Between Science’s Time and Art’s Eternity

Tatyana Apraksina. Lecture delivered at the 3rd Russian Congress for Cultural Research, St. Petersburg, 2010. Essay in Image and Concept in Culturology and Scholarly Ontology: collective monograph. St. Petersburg: Eidos Publishing, 2011. P. 8-23.

 

THESES: Time as a Perceptual Category (Toward a Special Theory of Three-Dimensional Time)

 

When comparing the scientific and empirical types of knowledge, it becomes obvious how artificial their separation is, much as is the distinction between subject and object in contemporary scientific practice.
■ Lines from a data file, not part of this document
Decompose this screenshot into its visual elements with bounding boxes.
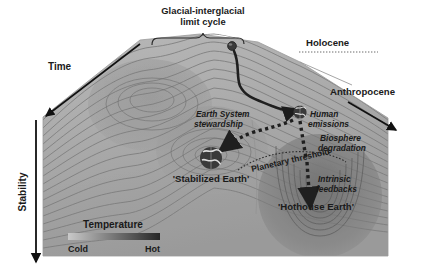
legend-gradient-bar bbox=[68, 233, 160, 240]
hothouse-earth-label: 'Hothouse Earth' bbox=[278, 201, 354, 212]
stabilized-earth-label: 'Stabilized Earth' bbox=[173, 173, 250, 184]
feedbacks-label-line2: feedbacks bbox=[316, 184, 357, 194]
stewardship-label-line2: stewardship bbox=[194, 119, 243, 129]
feedbacks-label-line1: Intrinsic bbox=[318, 174, 351, 184]
stability-landscape-figure: Glacial-interglacial limit cycle Time St… bbox=[0, 0, 435, 274]
time-axis-label: Time bbox=[48, 61, 72, 72]
stabilized-earth-globe bbox=[200, 147, 222, 169]
holocene-label: Holocene bbox=[306, 37, 349, 48]
stewardship-annotation: Earth System stewardship bbox=[194, 109, 250, 129]
limit-cycle-title-line2: limit cycle bbox=[180, 16, 225, 27]
limit-cycle-title-line1: Glacial-interglacial bbox=[161, 5, 244, 16]
state-ball bbox=[228, 42, 237, 51]
legend-max-label: Hot bbox=[145, 244, 160, 254]
human-emissions-label-line2: emissions bbox=[308, 119, 349, 129]
stability-axis-label: Stability bbox=[17, 172, 28, 211]
legend-min-label: Cold bbox=[68, 244, 88, 254]
limit-cycle-ball bbox=[228, 42, 237, 51]
anthropocene-label: Anthropocene bbox=[330, 86, 395, 97]
stewardship-label-line1: Earth System bbox=[196, 109, 250, 119]
biosphere-label-line1: Biosphere bbox=[320, 133, 361, 143]
legend-title: Temperature bbox=[83, 219, 143, 230]
human-emissions-label-line1: Human bbox=[310, 109, 338, 119]
state-ball-highlight bbox=[229, 43, 232, 45]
The scientific world view, with its claims to comprehensiveness, objective accuracy and autonomy, denies the definitive significance of the psychological factor, of personal, empirical perception and of assessment of real phenomena.

The world does not exist outside human consciousness: such a world may only arise as an abstraction. Any type or profile of knowledge is subjective — and therefore empirical.
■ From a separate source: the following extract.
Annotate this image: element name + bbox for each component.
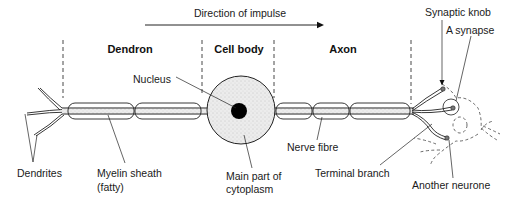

Seeking an artificial distinction between inner and outer realities, science forges a system of illusory views of reality based on its own internal scientific view and supported by a limited range of concepts. Thus modern science emerges as fundamentally engaged in myth-making.

The scientific category of “physical time” as a fourth dimension of objective reality is among the components of science’s myth. Accordingly, also intrinsic to this myth is the axiom of time’s irreversability.

 

Time is a category of perceiving the world. Time is intended to serve as a tool of human perception, which unfolds solely within a temporal process. This can be illustrated by examples of perceiving various forms of art. The process of perception is highly individual, so time here acquires an extremely dependent, subjective character associated with changes in mental states.

 

In the phenomenal world, changes in views of existence are shown by means of alternating, event-driven models or projections, which unfold and are perceived in time. This practice casts time as linear and two-dimensional, like an image on a screen. Time’s third dimension appears with the emergence of the image of eternity (the zero time of “always”), the first principle of revealed time. Within actual time, traces of revealed time can be found in the moment of experienced present.

Art is a translator of zero time. The special characteristics of art, as compared to other types of cognition, lie in its ability to convey empirical knowledge in a form intended for similarly empirical perception. Art’s universal language is meant for individual interpretation. Only the medium of art enables the direct transmission of personal empirical experience. Archetypally ideal art channels “zero time” to the plane of actual time. This serves as a “third pillar,” opening the possibility of choosing levels for realizing time’s full measure.